The five vessels proceeded up the James with the purposeful slowness of a family of bears.  Sam and Ethan, their services unneeded for the time being, watched from the relative safety of an armored gun port as their gunners fired occasionally at snipers hidden in the brush on the banks.  Like the rest of the crew, their spirits were high; they were spoiling for a good fight.

There was, alas, an obstacle.
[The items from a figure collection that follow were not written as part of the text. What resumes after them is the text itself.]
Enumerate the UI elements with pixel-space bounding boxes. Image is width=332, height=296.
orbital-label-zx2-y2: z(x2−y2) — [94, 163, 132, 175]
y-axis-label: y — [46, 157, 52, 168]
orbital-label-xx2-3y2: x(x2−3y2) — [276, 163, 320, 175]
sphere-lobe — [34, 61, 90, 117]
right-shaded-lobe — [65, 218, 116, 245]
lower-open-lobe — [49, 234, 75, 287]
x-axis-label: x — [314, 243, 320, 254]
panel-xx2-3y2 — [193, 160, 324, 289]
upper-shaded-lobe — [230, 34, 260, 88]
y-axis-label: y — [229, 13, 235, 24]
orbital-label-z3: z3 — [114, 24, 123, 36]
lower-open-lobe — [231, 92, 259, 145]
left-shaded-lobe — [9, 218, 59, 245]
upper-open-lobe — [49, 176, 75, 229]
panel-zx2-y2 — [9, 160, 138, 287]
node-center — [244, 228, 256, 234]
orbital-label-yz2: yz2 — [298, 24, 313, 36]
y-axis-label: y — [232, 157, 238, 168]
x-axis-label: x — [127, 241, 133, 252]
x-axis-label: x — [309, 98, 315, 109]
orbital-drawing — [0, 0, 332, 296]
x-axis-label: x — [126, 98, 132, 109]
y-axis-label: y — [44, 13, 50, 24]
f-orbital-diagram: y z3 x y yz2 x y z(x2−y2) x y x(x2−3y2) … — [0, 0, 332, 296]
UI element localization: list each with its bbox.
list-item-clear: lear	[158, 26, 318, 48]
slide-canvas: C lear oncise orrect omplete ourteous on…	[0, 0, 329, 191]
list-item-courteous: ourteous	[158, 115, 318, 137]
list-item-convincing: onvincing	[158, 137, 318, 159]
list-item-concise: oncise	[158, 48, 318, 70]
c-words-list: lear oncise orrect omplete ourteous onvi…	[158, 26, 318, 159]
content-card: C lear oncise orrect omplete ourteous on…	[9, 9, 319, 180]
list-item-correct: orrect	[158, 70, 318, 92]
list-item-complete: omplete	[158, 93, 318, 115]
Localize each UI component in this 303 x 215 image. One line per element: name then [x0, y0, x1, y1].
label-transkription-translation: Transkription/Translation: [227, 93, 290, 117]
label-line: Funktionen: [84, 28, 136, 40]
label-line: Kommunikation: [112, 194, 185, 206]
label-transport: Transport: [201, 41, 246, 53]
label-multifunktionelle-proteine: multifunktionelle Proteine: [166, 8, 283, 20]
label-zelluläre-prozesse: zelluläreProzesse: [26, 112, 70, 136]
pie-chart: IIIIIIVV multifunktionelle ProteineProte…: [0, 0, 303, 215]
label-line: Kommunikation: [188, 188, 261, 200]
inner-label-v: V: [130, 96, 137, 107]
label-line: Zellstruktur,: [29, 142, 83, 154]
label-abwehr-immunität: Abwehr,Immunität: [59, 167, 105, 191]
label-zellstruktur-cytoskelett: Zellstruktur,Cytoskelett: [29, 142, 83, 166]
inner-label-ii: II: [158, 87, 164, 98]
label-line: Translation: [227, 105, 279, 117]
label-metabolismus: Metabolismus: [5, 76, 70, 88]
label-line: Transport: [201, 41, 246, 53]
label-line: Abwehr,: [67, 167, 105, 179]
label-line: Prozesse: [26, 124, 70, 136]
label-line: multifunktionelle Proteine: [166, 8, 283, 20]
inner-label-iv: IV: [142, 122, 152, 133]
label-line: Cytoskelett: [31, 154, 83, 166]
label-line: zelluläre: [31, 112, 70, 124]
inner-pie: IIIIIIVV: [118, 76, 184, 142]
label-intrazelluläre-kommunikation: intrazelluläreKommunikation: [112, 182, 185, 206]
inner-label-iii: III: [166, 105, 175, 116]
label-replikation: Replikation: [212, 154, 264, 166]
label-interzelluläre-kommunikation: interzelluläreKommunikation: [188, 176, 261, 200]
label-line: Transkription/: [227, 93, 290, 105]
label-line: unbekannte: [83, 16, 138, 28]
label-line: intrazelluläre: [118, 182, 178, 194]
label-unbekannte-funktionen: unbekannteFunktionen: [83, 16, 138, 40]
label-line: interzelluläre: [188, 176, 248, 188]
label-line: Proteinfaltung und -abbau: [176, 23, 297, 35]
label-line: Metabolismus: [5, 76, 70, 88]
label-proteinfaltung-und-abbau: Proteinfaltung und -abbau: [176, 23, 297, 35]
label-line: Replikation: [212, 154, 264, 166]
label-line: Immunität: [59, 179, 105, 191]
Those who had drawn the battle plan had taken notice of it, but minimized its importance, as battle planners often do.  It was known as Drewry's Bluff, named after an army Captain, Augustus Drewry, and it was nothing more than an earthen cliff that rose a hundred feet above the water.  Its location was what mattered: the bluff stood at a sharp bend in the James River just seven miles from Richmond.  Artillery placed strategically on the bluff could dominate the river for miles in both directions.  What the Union strategists did not know was that the Confederate Navy commander in charge had already constructed fortifications on the bluff and fixed eight cannon in them.  Unable to do much more on land, he had called in a gunship of his own, anchoring it just upriver from the bluff to toss shells over the defenses onto the attackers downstream.  

The James ran shallow at that point, just deep enough for heavy warships to navigate.  All manner of debris had been ferried to the spot: boulders, pilings, rock-filled corncribs, and the hulks of old sailing vessels.  The whole assortment was linked with heavy chain and sunk mid-river to block further passage by the attacking fleet.  If the Union was to take Richmond that day, it would have to be on foot—and no infantry had been sent.
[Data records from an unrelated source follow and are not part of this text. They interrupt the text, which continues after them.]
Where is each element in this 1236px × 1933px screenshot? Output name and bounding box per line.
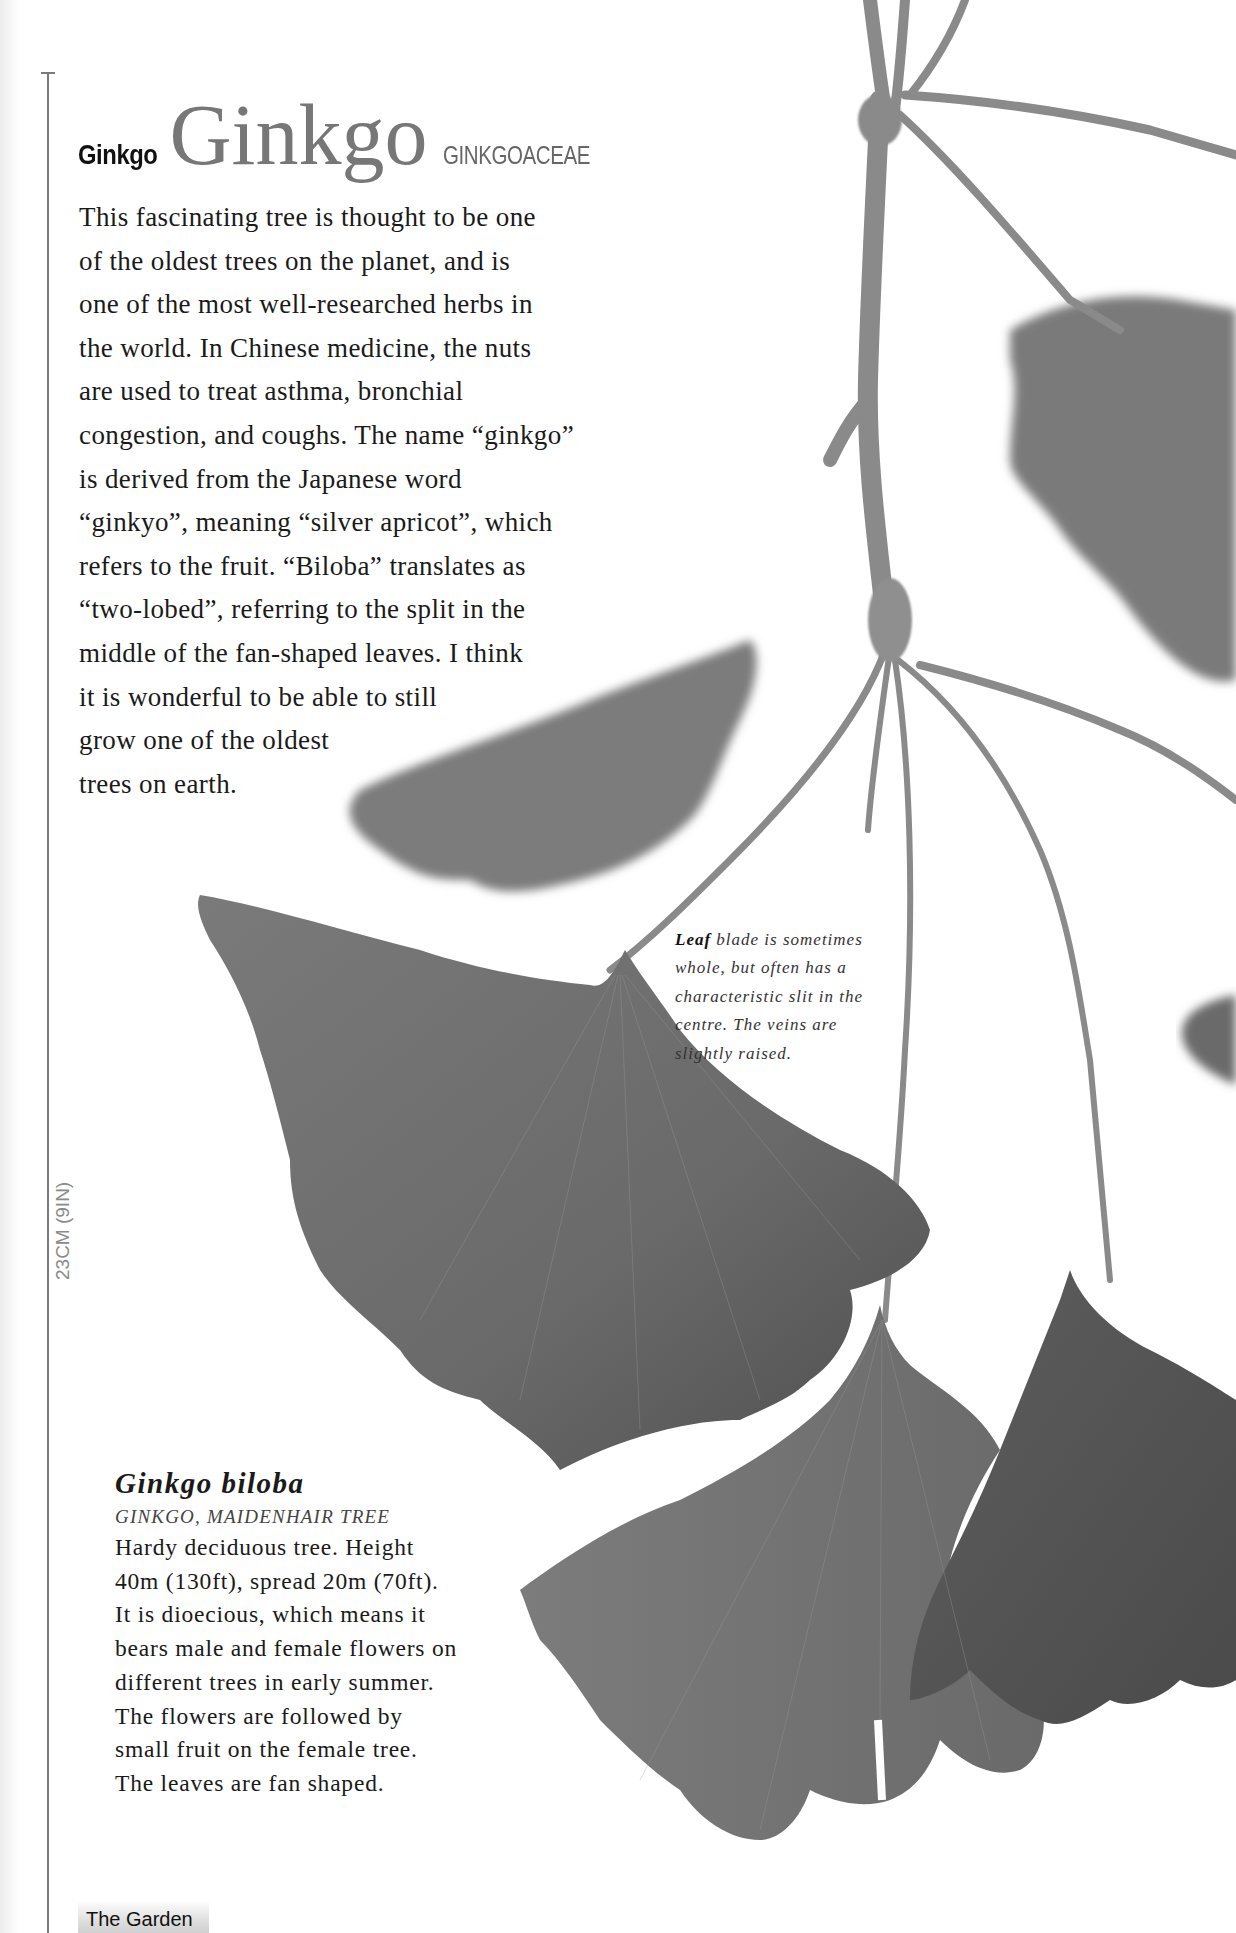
species-description: Hardy deciduous tree. Height 40m (130ft)… (115, 1531, 535, 1801)
intro-line: “two-lobed”, referring to the split in t… (79, 588, 679, 632)
species-line: small fruit on the female tree. (115, 1733, 535, 1767)
scale-label: 23CM (9IN) (52, 1182, 74, 1280)
species-line: bears male and female flowers on (115, 1632, 535, 1666)
intro-line: one of the most well-researched herbs in (79, 283, 679, 327)
intro-line: the world. In Chinese medicine, the nuts (79, 327, 679, 371)
species-entry: Ginkgo biloba GINKGO, MAIDENHAIR TREE Ha… (115, 1463, 535, 1801)
plant-heading: Ginkgo Ginkgo GINKGOACEAE (78, 92, 623, 192)
blurred-leaf-right-edge (1182, 995, 1236, 1085)
species-line: The flowers are followed by (115, 1700, 535, 1734)
caption-line: centre. The veins are (675, 1011, 915, 1039)
species-line: The leaves are fan shaped. (115, 1767, 535, 1801)
intro-line: it is wonderful to be able to still (79, 676, 679, 720)
caption-line: Leaf blade is sometimes (675, 926, 915, 954)
intro-line: congestion, and coughs. The name “ginkgo… (79, 414, 679, 458)
intro-line: middle of the fan-shaped leaves. I think (79, 632, 679, 676)
species-line: different trees in early summer. (115, 1666, 535, 1700)
intro-line: refers to the fruit. “Biloba” translates… (79, 545, 679, 589)
species-line: Hardy deciduous tree. Height (115, 1531, 535, 1565)
leaf-caption: Leaf blade is sometimes whole, but often… (675, 926, 915, 1068)
caption-lead: Leaf (675, 930, 711, 949)
intro-line: is derived from the Japanese word (79, 458, 679, 502)
caption-line: characteristic slit in the (675, 983, 915, 1011)
section-tab: The Garden (78, 1900, 209, 1933)
caption-line: slightly raised. (675, 1040, 915, 1068)
genus-name: Ginkgo (169, 92, 427, 178)
book-page: 23CM (9IN) Ginkgo Ginkgo GINKGOACEAE Thi… (0, 0, 1236, 1933)
family-name: GINKGOACEAE (443, 141, 590, 170)
caption-first-rest: blade is sometimes (711, 930, 863, 949)
intro-line: grow one of the oldest (79, 719, 679, 763)
intro-line: trees on earth. (79, 763, 679, 807)
species-common-names: GINKGO, MAIDENHAIR TREE (115, 1503, 535, 1531)
species-line: It is dioecious, which means it (115, 1598, 535, 1632)
intro-line: are used to treat asthma, bronchial (79, 370, 679, 414)
intro-paragraph: This fascinating tree is thought to be o… (79, 196, 679, 806)
intro-line: This fascinating tree is thought to be o… (79, 196, 679, 240)
scale-bar (47, 73, 49, 1933)
caption-line: whole, but often has a (675, 954, 915, 982)
blurred-leaf-upper-right (1010, 296, 1236, 681)
species-line: 40m (130ft), spread 20m (70ft). (115, 1565, 535, 1599)
common-name: Ginkgo (78, 139, 157, 171)
intro-line: “ginkyo”, meaning “silver apricot”, whic… (79, 501, 679, 545)
species-name: Ginkgo biloba (115, 1463, 535, 1503)
intro-line: of the oldest trees on the planet, and i… (79, 240, 679, 284)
Early in the morning, the five vessels anchored just a quarter-mile from the bluffs and commenced shelling.  From their elevated and protected position, the Confederates shelled back.  Within three minutes a cannonball had penetrated
Galena's
armor; within five, a ball had gone through one side of the hull and out the other.  As Sam and Ethan labored frantically to patch the damage, her captain signaled
Monitor
to come forward and take the offensive.  She made a startling discovery: her guns, positioned for the close-quarters hammering of ship-to-ship sea battles, could not be elevated far enough to fire upon the fort.  At sea
Monitor
was invincible.  At Drewry's Bluff, she was useless.  Undamaged by the cannon fire directed at her, she retreated downstream to search for a better angle, firing over the heads of
Galena's
crew, but by the time she did so the men on the bluffs held the upper hand.  

The Parrott Rifle on one of the gunboats exploded, killing the gunner and blinding his mate.  Fourteen of
Galena's
crew lay dead, victims of cannot shot and gunfire.  Progress was impossible, and persistence promised only further losses.  Three hours after the fleet dropped anchor, they retreated towards the mouth of the James.  For the time being, Richmond was safe.   
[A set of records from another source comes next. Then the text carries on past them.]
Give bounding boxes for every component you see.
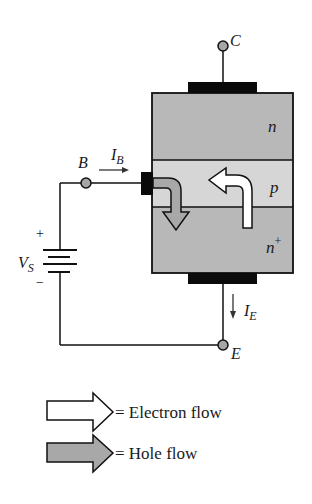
collector-terminal-node bbox=[218, 41, 228, 51]
emitter-current-arrow-head bbox=[230, 311, 236, 319]
collector-region-label: n bbox=[268, 117, 277, 136]
source-plus-sign: + bbox=[36, 226, 44, 241]
emitter-label: E bbox=[230, 345, 241, 362]
legend-hole-arrow-icon bbox=[47, 435, 113, 472]
bjt-diagram: C n p n+ B IB + − VS E IE = Electron flo… bbox=[0, 0, 312, 504]
collector-contact bbox=[188, 82, 257, 93]
base-current-arrow-head bbox=[122, 167, 129, 173]
legend-hole-text: = Hole flow bbox=[115, 444, 198, 463]
source-label: VS bbox=[18, 254, 34, 275]
base-terminal-node bbox=[81, 178, 91, 188]
legend: = Electron flow = Hole flow bbox=[47, 393, 223, 472]
emitter-current-label: IE bbox=[243, 302, 257, 323]
base-current-label: IB bbox=[110, 146, 124, 167]
base-label: B bbox=[78, 154, 88, 171]
collector-label: C bbox=[230, 32, 241, 49]
legend-electron-text: = Electron flow bbox=[115, 403, 223, 422]
legend-electron-arrow-icon bbox=[47, 393, 113, 431]
base-region-label: p bbox=[269, 178, 279, 197]
emitter-terminal-node bbox=[218, 340, 228, 350]
source-minus-sign: − bbox=[36, 275, 44, 290]
emitter-contact bbox=[188, 273, 257, 284]
base-contact bbox=[141, 172, 153, 195]
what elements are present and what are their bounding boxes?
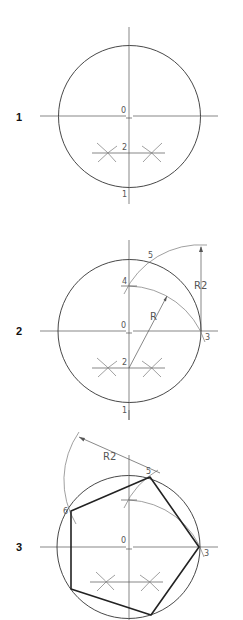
point-label-3: 3 — [204, 549, 209, 558]
point-label-5: 5 — [148, 251, 153, 260]
point-label-0: 0 — [121, 321, 126, 330]
point-label-0: 0 — [121, 536, 126, 545]
arrowhead — [199, 246, 203, 252]
bisector-arc-left — [97, 358, 116, 376]
step-1-figure: 1 0 2 1 — [16, 27, 218, 204]
dimension-label-r: R — [150, 311, 157, 322]
pentagon-construction-diagram: 1 0 2 1 2 — [0, 0, 243, 620]
dimension-label-r2: R2 — [194, 280, 207, 291]
point-label-1: 1 — [122, 190, 127, 199]
arrowhead — [79, 437, 85, 442]
arrowhead — [164, 296, 168, 302]
bisector-arc-left — [97, 143, 116, 162]
bisector-arc-left — [98, 361, 117, 377]
radius-r-arc — [129, 286, 205, 342]
point-label-2: 2 — [122, 143, 127, 152]
step-3-number: 3 — [16, 541, 22, 553]
bisector-arc-left — [96, 572, 114, 590]
point-label-2: 2 — [122, 358, 127, 367]
step-3-figure: 3 0 3 5 6 R2 — [16, 410, 218, 620]
bisector-arc-right — [141, 572, 160, 591]
point-label-5: 5 — [146, 467, 151, 476]
point-label-6: 6 — [63, 507, 68, 516]
bisector-arc-right — [143, 143, 162, 162]
point-label-3: 3 — [205, 333, 210, 342]
bisector-arc-right — [143, 358, 162, 377]
point-label-4: 4 — [122, 277, 127, 286]
circle — [59, 46, 201, 188]
point-label-0: 0 — [121, 106, 126, 115]
radius-r-line — [129, 296, 167, 368]
point-label-1: 1 — [122, 406, 127, 415]
radius-r-arc — [129, 500, 204, 557]
dimension-label-r2: R2 — [103, 451, 116, 462]
step-1-number: 1 — [16, 111, 22, 123]
step-2-figure: 2 0 2 1 3 4 5 R R2 — [16, 240, 218, 420]
step-2-number: 2 — [16, 325, 22, 337]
Taking stock of the damage, Ship's Carpenter Dreher listed forty-five places where enemy fire had pierced
Galena's
hull.  He could not begin to calculate how long it would take to repair her.

She was not, it turned out, shot-proof.

 

Two years passed, almost to the day, before the Navy set its sights on Drewry's Bluff again. A desire for vengeance helped choose the target.  The first encounter was an embarrassment for more than one high officer, and a victory at that particular bend in the James River would set things right. The commanders of the Union forces learned a valuable lesson during the defeat of
Galena
and its sister ships. Drewry's Bluff was a tough target by water, but a vulnerable one by land.  If enough troops could be ferried up the James, they might be able to fight their way past the bluff by an overland route.  If they could, they would find themselves just seven miles from Richmond.  The city was very lightly defended.  By 1864 more than one Union general had expressed the thought, privately or publicly, that it was high time to get the war over with.  The capture of the Confederate capitol would contribute greatly to that end. So it was written, and so the ships went forth up the James.